Waste will kill ipv6 too

Owen DeLong owen at delong.com
Thu Dec 28 21:31:20 UTC 2017


> On Dec 28, 2017, at 11:14 , bzs at theworld.com wrote:
> 
> 
> Just an interjection but the problem with this "waste" issue often
> comes down to those who see 128 bits of address vs those who see 2^128
> addresses. It's not like there were ever anything close to 4 billion
> (2^32) usable addresses with IPv4.

Part of this is correct (the last sentence). There were closer to 3.2 billion
usable IPv4 unicast addresses.

> We have entire /8s which are sparsely populated so even if they're 24M
> addrs that's of no use to everyone else. Plus other dedicated uses
> like multicast.

Well, a /8 is actually only 16.7 million, not 24M, but I’m not sure that
matters much to your argument.

> So the problem is segmentation of that 128 bits which makes it look a
> lot scarier because 128 is easy to think about, policy-wise, while
> 2^128 isn’t.

Sure, but that’s intended in the design of IPv6. There’s really no need
to think beyond 2^64 because the intent is that a /64 is a single subnet
no matter how many or how few machines you want to put on it.

Before anyone rolls out the argument about the waste of a /64 for a point
to point link with two hosts on it, please consider that the relative
difference in waste between a /64 with 10,000 hosts on it and a /64 with
2 hosts on it is less than the rounding error in claiming that a /64 is
roughly 18 quintillion addresses. In fact, it’s orders of magnitude less.

> My wild guess is if we'd just waited a little bit longer to formalize
> IPng we'd've more seriously considered variable length addressing with
> a byte indicating how many octets in the address even if only 2
> lengths were immediately implemented (4 and 16.) And some scheme to
> store those addresses in the packet header, possibly IPv4 backwards
> compatible (I know, I know, but here we are!)

Unlikely. Variable length addressing in fast switching hardware is “difficult”
at best. Further, if you only use an octet (which is what I presume you meant
by byte) to set the length of the variable length address, you have a fixed
maximum length address of somewhere between 255 and 256 inclusive unless you
create other reserved values for that byte and depending on whether you interpret
0 to be 256 or invalid.

I think that 256 octet addressing would be pretty unworkable in modern hardware,
so you’d have to find some way of defining and then over time changing what the
maximum allowed value in that field could be.

Now you’ve got all kinds of tables and datastructures in all kinds of software
that either need to pre-configure for the maximum size or somehow dynamically
allocate memory on the fly for each session and possibly more frequently than
that.

You don’t have to dig very deep into the implementation details of variable
length addressing to see that there’s still, even today, 20 years after the
decision was made, it’s not a particularly useful answer.

> And we'd've been all set, up to 256 bytes (2K bits) of address.

Not really. There’s a lot of implementation detail in there and I don’t think
you’re going to handle 2Kbit addresses very well on a machine with 32K of RAM
and 2MB of flash. (e.g. ESP8266 based devices and many other iOT platforms).

> If wishes were horses...but I think what I'm saying here will be said
> again and again.

Not likely… At least not by anyone with credibility.

> Too many people answering every concern with "do you have any idea how
> many addresses 2^N is?!?!" while drowning out "do you have any idea
> how small that N is?

We may, someday, wish we had gone to some value of N larger than 128,
but I seriously doubt it will occur in my lifetime.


:: WHAT THE TASK ASKS ::
Return the entries below word for word; no images should appear in the copy.
------------------------------
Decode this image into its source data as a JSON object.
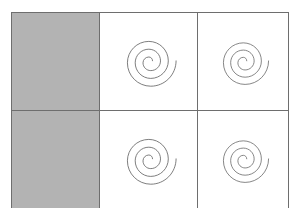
{
  "figure": {
    "canvas_width": 299,
    "canvas_height": 208,
    "background_color": "#ffffff"
  },
  "grid": {
    "rows": 3,
    "columns": 3,
    "origin_x": 11,
    "origin_y": 12,
    "width": 274,
    "height": 183,
    "column_widths": [
      87,
      97,
      90
    ],
    "row_heights": [
      63,
      62,
      58
    ],
    "border_color": "#6e6e6e",
    "border_width": 1,
    "outer_border_color": "#5a5a5a"
  },
  "palette": {
    "shaded_fill": "#b3b3b3",
    "empty_fill": "#ffffff",
    "spiral_stroke": "#6b6b6b",
    "grid_line": "#6e6e6e"
  },
  "spiral": {
    "name": "archimedean-spiral",
    "turns": 2.25,
    "direction": "counterclockwise-outward",
    "tail_exit": "lower-right",
    "stroke_color": "#6b6b6b",
    "stroke_width": 0.9,
    "viewbox": "0 0 100 100",
    "path": "M 54.20 49.22 C 54.20 47.09 52.47 45.36 50.34 45.36 C 47.02 45.36 44.33 48.05 44.33 51.37 C 44.33 55.80 47.92 59.39 52.35 59.39 C 57.89 59.39 62.38 54.90 62.38 49.36 C 62.38 42.71 56.99 37.32 50.34 37.32 C 42.58 37.32 36.29 43.61 36.29 51.37 C 36.29 60.24 43.48 67.43 52.35 67.43 C 62.33 67.43 70.42 59.34 70.42 49.36 C 70.42 38.27 61.43 29.28 50.34 29.28 C 38.15 29.28 28.26 39.17 28.26 51.37 C 28.26 64.67 39.04 75.46 52.35 75.46 C 66.76 75.46 78.45 63.77 78.45 49.36"
  },
  "cells": [
    {
      "row": 1,
      "column": 1,
      "name": "cell-r1c1",
      "fill": "shaded",
      "content": "none",
      "label": "shaded cell"
    },
    {
      "row": 1,
      "column": 2,
      "name": "cell-r1c2",
      "fill": "empty",
      "content": "spiral",
      "label": "spiral cell"
    },
    {
      "row": 1,
      "column": 3,
      "name": "cell-r1c3",
      "fill": "empty",
      "content": "spiral",
      "label": "spiral cell"
    },
    {
      "row": 2,
      "column": 1,
      "name": "cell-r2c1",
      "fill": "shaded",
      "content": "none",
      "label": "shaded cell"
    },
    {
      "row": 2,
      "column": 2,
      "name": "cell-r2c2",
      "fill": "empty",
      "content": "spiral",
      "label": "spiral cell"
    },
    {
      "row": 2,
      "column": 3,
      "name": "cell-r2c3",
      "fill": "empty",
      "content": "spiral",
      "label": "spiral cell"
    },
    {
      "row": 3,
      "column": 1,
      "name": "cell-r3c1",
      "fill": "empty",
      "content": "none",
      "label": "empty cell"
    },
    {
      "row": 3,
      "column": 2,
      "name": "cell-r3c2",
      "fill": "empty",
      "content": "none",
      "label": "empty cell"
    },
    {
      "row": 3,
      "column": 3,
      "name": "cell-r3c3",
      "fill": "empty",
      "content": "none",
      "label": "empty cell"
    }
  ],
  "counts": {
    "shaded_cells": 2,
    "spiral_cells": 4,
    "empty_cells": 3,
    "total_cells": 9
  }
}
------------------------------
:: REPLY TO THE TASK ::
Decode this image into its source data as a JSON object.
{
  "figure": {
    "canvas_width": 299,
    "canvas_height": 208,
    "background_color": "#ffffff"
  },
  "grid": {
    "rows": 3,
    "columns": 3,
    "origin_x": 11,
    "origin_y": 12,
    "width": 274,
    "height": 183,
    "column_widths": [
      87,
      97,
      90
    ],
    "row_heights": [
      63,
      62,
      58
    ],
    "border_color": "#6e6e6e",
    "border_width": 1,
    "outer_border_color": "#5a5a5a"
  },
  "palette": {
    "shaded_fill": "#b3b3b3",
    "empty_fill": "#ffffff",
    "spiral_stroke": "#6b6b6b",
    "grid_line": "#6e6e6e"
  },
  "spiral": {
    "name": "archimedean-spiral",
    "turns": 2.25,
    "direction": "counterclockwise-outward",
    "tail_exit": "lower-right",
    "stroke_color": "#6b6b6b",
    "stroke_width": 0.9,
    "viewbox": "0 0 100 100",
    "path": "M 54.20 49.22 C 54.20 47.09 52.47 45.36 50.34 45.36 C 47.02 45.36 44.33 48.05 44.33 51.37 C 44.33 55.80 47.92 59.39 52.35 59.39 C 57.89 59.39 62.38 54.90 62.38 49.36 C 62.38 42.71 56.99 37.32 50.34 37.32 C 42.58 37.32 36.29 43.61 36.29 51.37 C 36.29 60.24 43.48 67.43 52.35 67.43 C 62.33 67.43 70.42 59.34 70.42 49.36 C 70.42 38.27 61.43 29.28 50.34 29.28 C 38.15 29.28 28.26 39.17 28.26 51.37 C 28.26 64.67 39.04 75.46 52.35 75.46 C 66.76 75.46 78.45 63.77 78.45 49.36"
  },
  "cells": [
    {
      "row": 1,
      "column": 1,
      "name": "cell-r1c1",
      "fill": "shaded",
      "content": "none",
      "label": "shaded cell"
    },
    {
      "row": 1,
      "column": 2,
      "name": "cell-r1c2",
      "fill": "empty",
      "content": "spiral",
      "label": "spiral cell"
    },
    {
      "row": 1,
      "column": 3,
      "name": "cell-r1c3",
      "fill": "empty",
      "content": "spiral",
      "label": "spiral cell"
    },
    {
      "row": 2,
      "column": 1,
      "name": "cell-r2c1",
      "fill": "shaded",
      "content": "none",
      "label": "shaded cell"
    },
    {
      "row": 2,
      "column": 2,
      "name": "cell-r2c2",
      "fill": "empty",
      "content": "spiral",
      "label": "spiral cell"
    },
    {
      "row": 2,
      "column": 3,
      "name": "cell-r2c3",
      "fill": "empty",
      "content": "spiral",
      "label": "spiral cell"
    },
    {
      "row": 3,
      "column": 1,
      "name": "cell-r3c1",
      "fill": "empty",
      "content": "none",
      "label": "empty cell"
    },
    {
      "row": 3,
      "column": 2,
      "name": "cell-r3c2",
      "fill": "empty",
      "content": "none",
      "label": "empty cell"
    },
    {
      "row": 3,
      "column": 3,
      "name": "cell-r3c3",
      "fill": "empty",
      "content": "none",
      "label": "empty cell"
    }
  ],
  "counts": {
    "shaded_cells": 2,
    "spiral_cells": 4,
    "empty_cells": 3,
    "total_cells": 9
  }
}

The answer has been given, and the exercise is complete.